The state is in a frenzy over its No. 1 team
It is insulting and, of course, untrue to say that there is nothing in Nebraska except a Big Red football team, but there is nothing else quite of the kind.
No mountains. No beaches. No big-league teams. Other than slow-changing seasons, burning summers, bitter winters, and autumns that can be rather a brilliant compensation, only this football team gathers up an entire state of people and brings them to one emotional place. In other regions of the country enamored of college football, there is never just one rallying point, and almost always a cluster of them. For no matter how dominant the University is, some will always root for State, never mind A & M. Over in Omaha, Creighton has stirred a certain passion for basketball, but to most Nebraskans this must seem as wrongheaded as when Creighton dropped football in the '40s. On the farm lands, in the sandhills, across the cattle country, through the Platte River Valley, as well as in downtown Lincoln and Omahareally the only two cities in Nebraskathere is but one institution, and that is the State University, as in state of mind. Hundreds of miles from Lincoln, farmers who never went very far in school regard the University of Nebraska as their alma mater. In case you have not heard, it is a bumper harvest this year.
At Memorial Stadium, impishly referred to on fall Saturdays as the third largest Nebraska township (pop. 73,650), a principle has been literally etched in stone: "Not the victory but the action. Not the goal but the game. In the deed the glory." The words seem too high-blown to be associated with modern major-college football. Putting aside the moral excesses, just the logistical ones are awesome. And the Nebraska program, like so many others, is overgrown to the point of hilarity, but not to the exclusion of charm. Five years is the common hitch for a Nebraska football player, and there seem to be more of them than cornstalks.
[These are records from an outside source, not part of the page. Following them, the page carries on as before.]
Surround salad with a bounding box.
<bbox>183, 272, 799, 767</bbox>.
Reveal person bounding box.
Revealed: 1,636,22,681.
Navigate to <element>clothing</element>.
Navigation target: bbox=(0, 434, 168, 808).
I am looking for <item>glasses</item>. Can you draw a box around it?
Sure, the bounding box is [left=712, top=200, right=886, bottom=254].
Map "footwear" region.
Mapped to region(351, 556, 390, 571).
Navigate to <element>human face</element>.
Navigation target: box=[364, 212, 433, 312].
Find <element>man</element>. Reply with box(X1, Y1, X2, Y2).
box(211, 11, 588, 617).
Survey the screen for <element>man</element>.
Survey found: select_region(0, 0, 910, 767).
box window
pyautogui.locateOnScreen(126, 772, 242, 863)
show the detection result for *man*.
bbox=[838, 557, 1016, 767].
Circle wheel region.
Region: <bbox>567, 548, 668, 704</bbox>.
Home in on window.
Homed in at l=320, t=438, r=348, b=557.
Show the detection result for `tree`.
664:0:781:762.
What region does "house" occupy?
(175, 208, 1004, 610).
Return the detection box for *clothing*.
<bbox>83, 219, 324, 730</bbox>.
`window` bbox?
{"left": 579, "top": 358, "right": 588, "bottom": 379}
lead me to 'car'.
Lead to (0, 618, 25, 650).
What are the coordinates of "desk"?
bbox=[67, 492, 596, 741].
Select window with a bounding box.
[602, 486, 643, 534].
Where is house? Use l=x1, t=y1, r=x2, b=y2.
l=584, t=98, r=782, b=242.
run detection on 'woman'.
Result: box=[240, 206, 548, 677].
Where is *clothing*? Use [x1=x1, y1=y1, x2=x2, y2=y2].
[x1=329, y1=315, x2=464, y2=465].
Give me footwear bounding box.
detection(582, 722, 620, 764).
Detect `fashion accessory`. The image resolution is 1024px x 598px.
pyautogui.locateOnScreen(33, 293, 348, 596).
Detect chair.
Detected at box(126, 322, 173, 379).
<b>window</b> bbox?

None of which depresses the local citizenry, a delegation of whom rises on Thursdays before dawn, sometimes 350 strong, to attend a 6:30 a.m. breakfast, with a pep band, where the special guests may be the secretaries of the football coaches and the door prize a home-baked cherry pie.
Souvenirs of the team are for sale seemingly around every bend in Lincoln. Loraine Livingston, the sparky proprietor of Cornhusker Corner, insists there are only a few outlets worth speaking of, and furthermore, "the fellow in the filling station is from Oklahoma," and she fairly spits, "just a transit." Cornhusker Corner is open twelve months a year, seven days a week, serving to paint the town red. The huge, rouge crowd that assembles on Saturdays somehow seems older than one would expect. The mood suggests a state fair. Bobby Reynolds, an insurance man from Grand Island who played for the Cornhuskers in 1950, in fact whose touchdown record finally fell just a couple of weeks ago, describes the gathering as a congregation, and his family has always occupied the same pew. "One of my earliest childhood memories is sitting right here at the Nebraska games," says the man who grew up to be the star of the team, and now, more than 30 years later, is still sitting there.